Gas, smoke, or CO alarm
Leave the home for gas odor or a carbon monoxide alarm. If you see smoke or smell burning electrical, stop troubleshooting and call.
No heat, no cooling, a gas smell, smoke, water near equipment, repeated breaker trips, or unsafe indoor temperatures — call now. We take emergency HVAC calls around the clock in Frederick County.
We take emergency heating and cooling calls around the clock in Frederick County. When you call, describe the system, the symptom, and any safety warning you see. We will dispatch and confirm arrival time before we hang up.
Leave the home for gas odor or a carbon monoxide alarm. If you see smoke or smell burning electrical, stop troubleshooting and call.
Unsafe indoor temperatures, fast temperature swings, or a system that won't start — that's an urgent call.
Water near equipment, coil ice, repeated breaker trips, and outdoor-unit failure all help us narrow the repair.
We make the home safe first, then get the system running — or safely shut down — until the full repair is clear.
Run through this before opening equipment or resetting the system again.
Leave the home and call emergency help or the utility first. We'll schedule the repair once the immediate danger is handled.
Call us when losing heat or cooling makes the home unsafe — especially with vulnerable people in the house, extreme heat, or deep cold.
Don't open the cabinet or keep resetting the equipment.
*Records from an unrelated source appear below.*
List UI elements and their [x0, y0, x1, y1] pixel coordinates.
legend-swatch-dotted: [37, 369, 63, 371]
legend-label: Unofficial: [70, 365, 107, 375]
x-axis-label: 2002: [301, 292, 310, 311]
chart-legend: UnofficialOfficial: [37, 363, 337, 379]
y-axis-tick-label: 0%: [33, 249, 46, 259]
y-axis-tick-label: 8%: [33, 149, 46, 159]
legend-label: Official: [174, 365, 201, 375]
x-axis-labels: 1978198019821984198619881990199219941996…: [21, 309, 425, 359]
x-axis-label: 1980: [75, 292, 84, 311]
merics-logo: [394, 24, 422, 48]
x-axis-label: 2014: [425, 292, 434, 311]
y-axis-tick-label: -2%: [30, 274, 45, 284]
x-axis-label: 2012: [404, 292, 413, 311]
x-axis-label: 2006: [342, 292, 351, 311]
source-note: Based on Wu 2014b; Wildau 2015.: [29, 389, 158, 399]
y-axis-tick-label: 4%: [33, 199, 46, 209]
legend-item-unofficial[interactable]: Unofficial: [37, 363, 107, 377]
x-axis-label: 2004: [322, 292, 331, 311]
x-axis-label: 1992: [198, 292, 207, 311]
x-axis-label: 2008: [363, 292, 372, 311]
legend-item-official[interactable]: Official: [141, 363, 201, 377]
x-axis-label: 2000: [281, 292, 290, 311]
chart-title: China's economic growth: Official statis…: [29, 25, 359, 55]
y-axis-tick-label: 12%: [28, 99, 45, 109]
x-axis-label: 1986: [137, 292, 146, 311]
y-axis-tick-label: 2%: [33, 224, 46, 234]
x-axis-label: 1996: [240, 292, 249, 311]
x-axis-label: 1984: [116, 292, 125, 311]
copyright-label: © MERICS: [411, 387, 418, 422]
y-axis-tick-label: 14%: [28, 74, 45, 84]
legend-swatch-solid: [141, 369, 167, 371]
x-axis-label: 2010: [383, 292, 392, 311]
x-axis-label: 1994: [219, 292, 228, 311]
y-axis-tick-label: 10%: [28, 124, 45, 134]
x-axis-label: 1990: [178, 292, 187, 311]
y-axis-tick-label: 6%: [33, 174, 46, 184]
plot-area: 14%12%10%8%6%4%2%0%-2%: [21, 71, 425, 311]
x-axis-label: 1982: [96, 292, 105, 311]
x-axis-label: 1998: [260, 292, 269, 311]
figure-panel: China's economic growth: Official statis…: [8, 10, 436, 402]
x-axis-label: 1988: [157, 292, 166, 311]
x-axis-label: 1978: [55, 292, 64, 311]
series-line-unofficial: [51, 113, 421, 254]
Tell us what tripped, leaked, smelled, flashed, or changed, and we'll take it from there.
Heavy ice on the outdoor unit, constant auxiliary heat, weak airflow, or a system that won't recover — call us before it gets worse.
Keep the details simple and safety-first.
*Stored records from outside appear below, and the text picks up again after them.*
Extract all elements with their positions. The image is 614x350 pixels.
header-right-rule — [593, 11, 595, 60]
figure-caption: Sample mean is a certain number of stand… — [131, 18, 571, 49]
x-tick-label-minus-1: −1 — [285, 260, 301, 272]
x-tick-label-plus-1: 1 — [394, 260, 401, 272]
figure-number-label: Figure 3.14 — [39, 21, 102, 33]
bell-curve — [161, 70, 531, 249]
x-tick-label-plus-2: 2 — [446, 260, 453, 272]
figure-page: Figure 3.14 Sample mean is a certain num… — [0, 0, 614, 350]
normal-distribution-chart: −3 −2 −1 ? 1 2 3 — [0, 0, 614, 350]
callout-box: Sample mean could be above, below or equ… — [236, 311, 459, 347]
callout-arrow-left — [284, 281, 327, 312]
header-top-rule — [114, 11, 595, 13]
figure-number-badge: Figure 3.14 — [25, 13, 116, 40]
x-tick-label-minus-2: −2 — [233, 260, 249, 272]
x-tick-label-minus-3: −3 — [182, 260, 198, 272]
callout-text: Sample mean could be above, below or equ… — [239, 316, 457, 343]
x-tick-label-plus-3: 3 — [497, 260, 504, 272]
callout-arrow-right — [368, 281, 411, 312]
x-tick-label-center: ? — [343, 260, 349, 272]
Confirm the mode, set point, fan setting, schedule, and batteries — a blank screen or wrong mode can look like a failed system.
A clogged filter, closed vent, blocked return, or weak blower can make AC, furnace, and heat pump symptoms look worse than they are.
Photos and short notes help us. Don't touch wiring, refrigerant, gas parts, combustion parts, or safety switches — leave those to us.
Gas odor, smoke, a CO alarm, burning electrical smells, or repeated breaker trips — stop checking and get everyone to safety.
No heat, no cooling, gas, water, smoke, or an electrical issue needs a clear first move. Stay out of sealed panels and anything gas or refrigerant, and give us the symptoms, the timing, and whatever changed right before it failed.
Here's how an emergency HVAC repair visit goes — so by the end you know what broke, what the fix costs, and whether it's worth doing.
Which system is acting up, when it started, and what you see, hear, smell, or feel in the home.
We work through thermostat setting, airflow, filters, drains, electrical symptoms, equipment age, and safety warnings until we find the failure.
The fix you need now, anything safety-related, and any maintenance or replacement worth knowing about.
Nothing happens until you've okayed it.
If one bad part or condition explains the problem, that's the repair — and that's where we start.
We check airflow, drainage, controls, ductwork, and maintenance history so the same fault doesn't return next week.
If your system's age, a safety issue, a major component, or a string of repairs tips the math toward replacement, we'll tell you why a new system is the smarter money than more emergency HVAC repair.
Look for the thing that changed: temperature, airflow, water, ice, odor, noise, breaker trips, or an alarm. That keeps the conversation grounded when you call.
Call us promptly when emergency HVAC repair comes with no heat, no cooling, water near the equipment, repeated breaker trips, a burning electrical smell, a gas smell, or a CO alarm. A gas smell or CO alarm is an emergency first — get out and call for help before you call us.
It depends on the schedule and any active emergencies, and we'll give you a realistic window when you call. If there's a gas smell, a CO alarm, smoke, or immediate danger, leave the home and call emergency services or the utility first — don't wait on us.
It depends on the schedule and any active emergencies, and we'll give you a realistic window when you call. If there's a gas smell, a CO alarm, smoke, or immediate danger, leave the home and call emergency services or the utility first — don't wait on us.
A gas smell, smoke, a CO alarm, or any sign of carbon monoxide exposure comes before any HVAC appointment. Get out of the home and call emergency services or the utility first, then call us.
Tell us what changed in the home and get help with heating, cooling, maintenance, installation, or indoor air service in Frederick County.